The hound swayed, turned, and ducked into the old Los Angeles bus depot near 7th & Main, and bottles rolled and rattled across the back one last time.
Revived by a sudden bustling throughout the cabin, Armen straightened his frame and leaned out into the aisle. He followed the rows of seat backs toward the dash lights and stepped down into the city. He followed the curb to the Republic Liquor Store, up to the Nickel, circled around to Skid Row, and then followed 6th to Wilshire Boulevard. He’d seen downtown LA on a couple of occasions as a boy. It had seemed a serene place, empty and peaceful as a desert, and like a desert, alive in its own way. Windows glowed, lit up, and went dark, just as though they were occupied. Traffic lights changed states punctually. Cars streamed through, occasionally acknowledging each other with a pause or a signal. All this human activity without the humans themselves, except for a few ragged surface dwellers, and even those few vanished as he made his way out into the limitless expanse of Los Angeles.
Armen had no doubt that the skyscrapers were well-stocked with Losangelinos, even at this hour. Across the frontier he saw countless single-family dwellings, apartment complexes, mobile homes, and hotels representing millions of sleepers. And come morning, their myriad sacred vehicles would wake and migrate to the roadways.
Again, there were those few souls who walked the earth incarnate, whom one might see here and there on the streets, but no surface dweller would choose to live under that revered California sun; not, at least, without a protective shell. It was evidently common knowledge among Losangelinos that one could live outdoors only by reason of poverty, insanity, or intoxication, so they moved from shell to shell as the night followed the day and the day returned the favor. Armen wondered at the pleasantness of the night air, and he wondered what all the shells were for.
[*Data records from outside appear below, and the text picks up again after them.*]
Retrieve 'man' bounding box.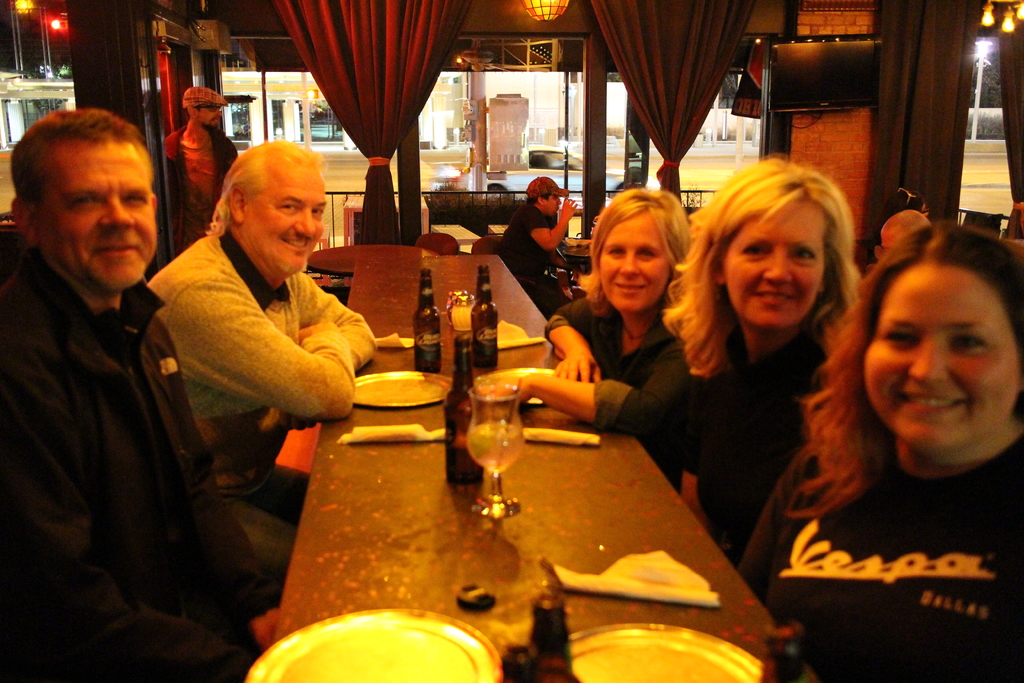
Bounding box: BBox(0, 101, 228, 636).
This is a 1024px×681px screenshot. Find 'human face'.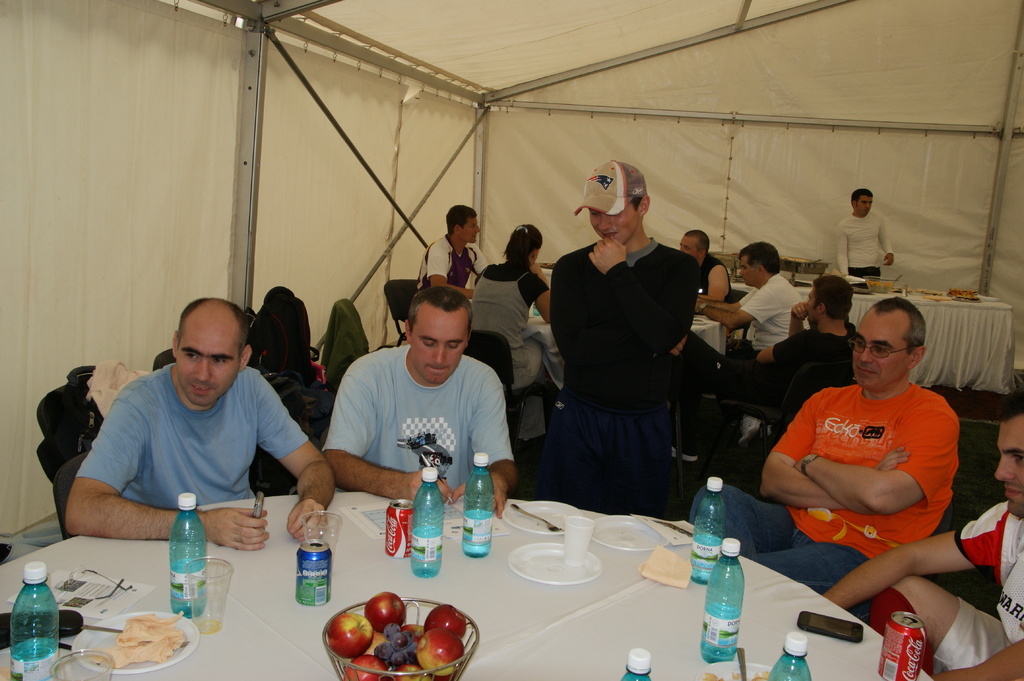
Bounding box: 740:256:760:285.
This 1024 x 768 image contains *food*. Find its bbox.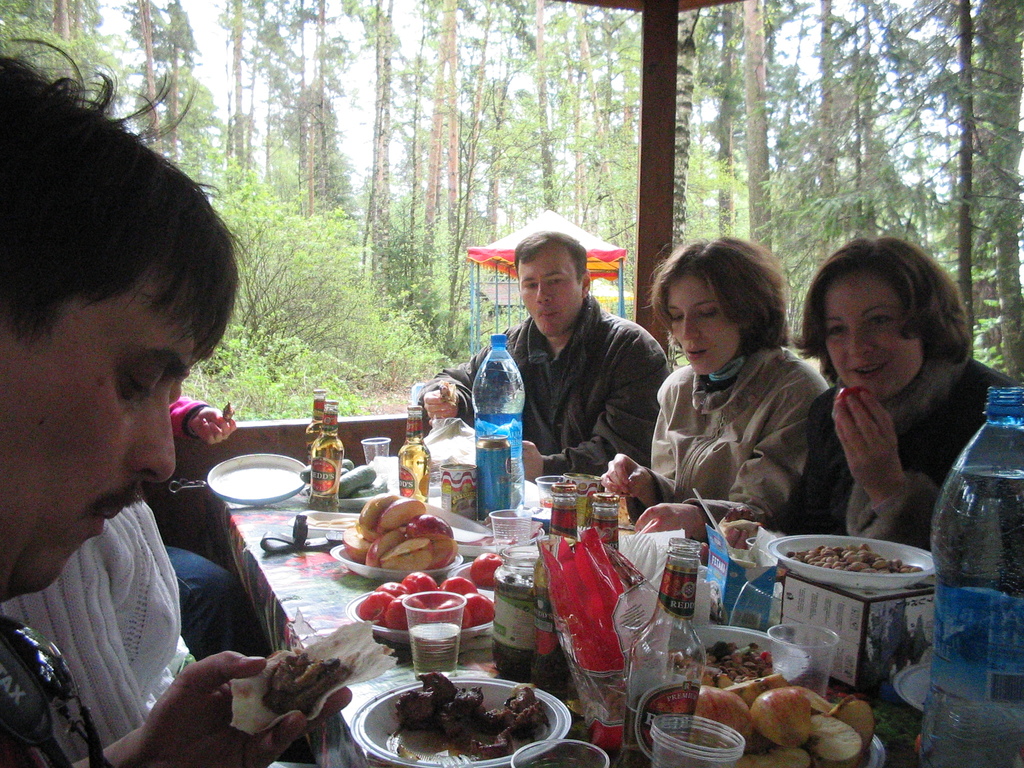
BBox(298, 451, 367, 487).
As Armen wondered, he wandered west down Wilshire, past Good Samaritan Hospital, MacArthur Park, and then Lafayette Park. He didn’t feel well. He felt weak, light-headed, and feverish. He sat down, propped himself up against a fence, and fell asleep.
A rangy, neglected tea tree reached through the chain-link diamonds. Armen heard something rustle behind him. He turned and leaned over get a better look. It was a small, sudden, squirrel-like sound. He smelled the omnipresent stale urine, but no particular body odor. Then he spotted a fat little animal. It looked like a little porcupine, or a hedgehog, only with a long narrow beak. It was dark in complexion, so he could barely see it, even as he looked directly at it.
He jumped slightly and muttered to himself, “is that a bird?”
“That’s a beud,” came the casual reply from under the tea tree.
Armen paused to think. “What kind of b-bird? Are you some kind of parrot?”
“A beud of paradise.”
“That’s a plant.”
“Not this beud. This beud’s a beud.”
It spoke in a peculiar dialect of the Queen’s Commonwealth that Armen couldn’t quite place. He asked, “say, where are you from?”
“Paradise.”
Armen woke as someone tripped over his feet. He got to his feet and walked on to Rancho La Brea, and there he waited for the tar pits to open.
That day, he visited the ice age beasts of Pleistocene Southern California: sabre-toothed cats, dire wolves, lions, mammoths, camels, horses, condors, and so on. He wondered how they’d got themselves into such a fix. His eyes rolled into his head to get a break, and a coyote whispered a shout at him, “Hombre! Pssst! Hombre!”
“No hablo español,” Armen replied out of the corner of his mouth.
“No problemo, amigo. Wha’ chu doin’ here?”
“Research.” Armen made it short as possible.
“Where’s your notepad, maaan?”
“Up here.” Armen hit the side of his head.
“Wha’ chu wanna know, maan?”
“How to float.”
“Float? Ha! You askin’ the wrong guy, maan!” The coyote couldn’t contain himself, and kept laughing until Armen began to walk away.
“Wait! Wait!” The coyote begged, and then he continued. “I can’t tell you how to float, man. But I sure can tell you how to sink.”
“Yeah?”
“Yeah, maan. All you got to do is stand still, maan. Nothin’ to it. Just stand around on the tar, and you sink! Just like that!”
“I’m not talking about the tar pits, Wiley.”
“What? You think it’s different out there? There black tar all over this town, maan! You go try it! ‘Course, you want to float you don’t try it, maan, ‘cause you’ll sink for sure, maan! You got to keep movin’ ‘less you get off the black top, muchacho.”
“Alright,” Armen answered. “I hear you. I won’t stop moving until I’m off the street. You’ve got a deal.”
“Bueno man. Then I guess you’ll been movin’ now.”
“Yeah. Yeah, I guess you’re right.” Armen wondered whether this was why he rarely saw anyone on the streets of Los Angeles. Perhaps the coyote was right.
No one seemed to notice that Armen was holding a conversation with one of the displays. It must not have been an uncommon thing to see.